Saturday December 13 2014
TEAOgiek

Members of the Ogiek community when they appeared in court recently. PHOTO | FILE

The Ogiek community has taken the Kenyan government to the African Court on Human and People’s Rights, seeking compensation for their continuing evictions from the Mau Forest Complex in the Rift Valley, thereby depriving them of their livelihood.

The Ogiek community argues that for many years, the Kenyan government has committed a series of acts including harassment and arbitrary evictions, without consultation or compensation. The community consider the Mau Complex its ancestral home and one that is crucial for their survival as an indigenous people.

In addition to restitution and compensation, the Ogiek are also seeking a number of remedies including the adoption of legislation guaranteeing their right to be consulted on decisions that touch on them, the issuance of a public apology for their forcible evictions, the erection of a public monument acknowledging the violation of Ogiek rights, and full recognition of the Ogiek as an indigenous people of Kenya.

The application was filed by the African Union Commission on Human and People’s Rights on behalf of the Ogiek community.
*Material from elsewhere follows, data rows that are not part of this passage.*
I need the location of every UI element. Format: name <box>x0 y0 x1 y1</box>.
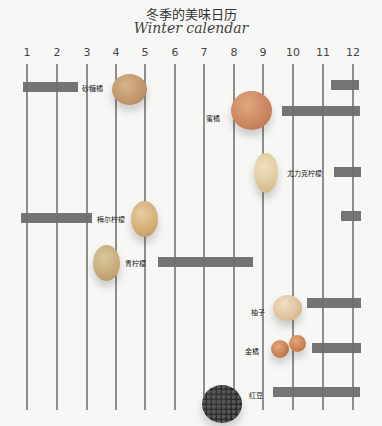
month-label-8: 8 <box>224 46 244 59</box>
grid-line <box>26 64 28 410</box>
eureka-lemon-image <box>254 153 278 193</box>
kumquat-image-1 <box>271 340 289 358</box>
grid-line <box>56 64 58 410</box>
month-label-4: 4 <box>106 46 126 59</box>
bar-honey-orange-short <box>331 80 359 90</box>
label-honey-orange: 蜜橘 <box>206 113 220 123</box>
bar-sugar-orange <box>23 82 78 92</box>
bar-meyer-lemon-end <box>341 211 361 221</box>
grid-line <box>203 64 205 410</box>
grid-line <box>86 64 88 410</box>
month-label-3: 3 <box>77 46 97 59</box>
yuzu-image <box>273 295 302 321</box>
bar-red-bean <box>273 387 360 397</box>
month-label-1: 1 <box>17 46 37 59</box>
month-label-5: 5 <box>135 46 155 59</box>
green-lemon-image <box>93 245 120 281</box>
grid-line <box>115 64 117 410</box>
label-eureka-lemon: 尤力克柠檬 <box>287 168 322 178</box>
label-red-bean: 红豆 <box>249 390 263 400</box>
label-meyer-lemon: 梅尔柠檬 <box>97 214 125 224</box>
label-yuzu: 柚子 <box>251 307 265 317</box>
label-kumquat: 金橘 <box>245 346 259 356</box>
bar-green-lemon <box>158 257 253 267</box>
kumquat-image-2 <box>289 335 306 352</box>
month-label-7: 7 <box>194 46 214 59</box>
bar-yuzu <box>307 298 361 308</box>
title-en: Winter calendar <box>0 20 382 36</box>
month-label-12: 12 <box>343 46 363 59</box>
meyer-lemon-image <box>131 201 158 237</box>
month-label-11: 11 <box>313 46 333 59</box>
label-green-lemon: 青柠檬 <box>125 258 146 268</box>
grid-line <box>174 64 176 410</box>
honey-orange-image <box>231 91 272 130</box>
bar-honey-orange <box>282 106 360 116</box>
grid-line <box>144 64 146 410</box>
month-label-6: 6 <box>165 46 185 59</box>
bar-eureka-lemon <box>334 167 361 177</box>
month-label-2: 2 <box>47 46 67 59</box>
month-label-10: 10 <box>283 46 303 59</box>
month-label-9: 9 <box>253 46 273 59</box>
bar-kumquat <box>312 343 361 353</box>
red-bean-image <box>202 385 242 423</box>
bar-meyer-lemon <box>21 213 92 223</box>
sugar-orange-image <box>112 74 147 105</box>
label-sugar-orange: 砂糖橘 <box>82 83 103 93</box>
The hearing started on November 27 in Addis Ababa, where the judges are currently having an annual session away from the Court’s seat in Arusha, Tanzania.

According to Pacifique Manirakiza — the lawyer representing the commission and a professor of law at the University of Ottawa, Canada — it is a test-case that symbolises the beginning of a new form of engagement by the Commission with relevant regional bodies aimed at ensuring better protection of human and peoples’ rights on the continent.

“For the Ogiek people, the Mau Forest is their supermarket where they get food, firewood and other life essentials. Mau Forest is their pharmacy or drugstore where they turn for their medication, health care and wellness. Mau Forest is their temple or church or mosque, where they go to worship their god,” said Prof Manirakiza.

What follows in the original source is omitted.